Playing advocate for the idea:

There are a lot more people far away from you than there are close to you. If breaking your security requires physical proximity (such as to steal a yubikey), then you are much safer just based on this. It's also easier for people to blindly steal credentials for millions of people online than it is for them to steal millions of physical security keys.

Alternatively, passwords are commonly reused across websites, so a failure of any of those websites can lead to a compromise of all of them, which is not the case with a YubiKey. Along that same line of thought, passwords are phishable, where YubiKeys are not.

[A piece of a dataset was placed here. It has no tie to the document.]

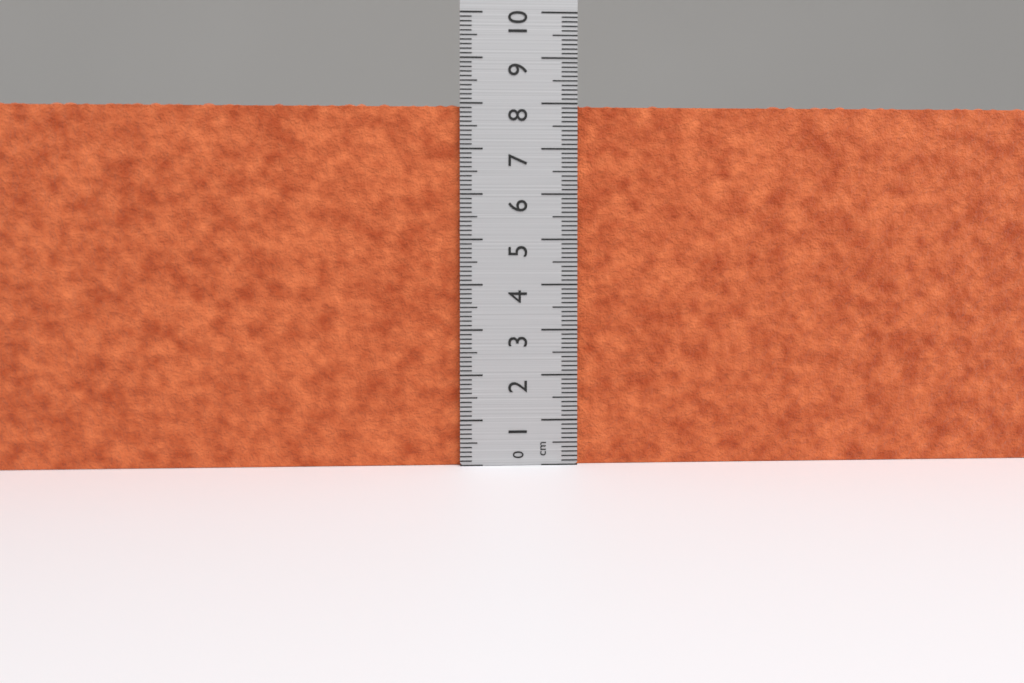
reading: 8.0 cm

It's also possible that people in your physical proximity could shoulder surf your password, install a keylogger (which could be a physical keylogger, if you normally use a USB keyboard, not just software), or use a strategically positioned camera to do some digital shoulder surfing. Passwords aren't immune to trust issues when it comes to physical proximity. Ideally, you trust those you are near to some extent.

YubiKey also has a fingerprint-protected device coming out soon[0]... which would raise the bar for the threat model in this discussion some. Using a fingerprint and/or PIN to unlock a YubiKey preserves most of the benefits, while eliminating most of the concerns that people are mentioning. HSMs can choose to self-erase after a certain number of failed PIN attempts, so even a short PIN is not something that can easily be brute forced without an unpatched vulnerability.

If websites would allow you to only use any one of your YubiKeys to authenticate (obviously meaning you can have multiple, with backup YubiKeys stored somewhere safe in case you lose your main one), I think that would be a significant improvement in security over password authentication for most people. This is basically what the WebAuthn standard is attempting to do. I don't expect most people to be interested in buying 3 security keys and carrying one around all the time, though.

[0]: https://www.yubico.com/blog/yubico-reveals-first-biometric-y...

For the last bit: If it's suitably seamless, it's actually not that bad. I've been carrying one on my keyring, and it's just another key, only this one "unlocks" websites.
Most people in your home are not trying to hack you.

A lot of people outside your home are trying to hack you.

Shifting your exposure from "everyone in the world with an internet connection" to "people who are in/near your home" greatly reduces your risk, objectively.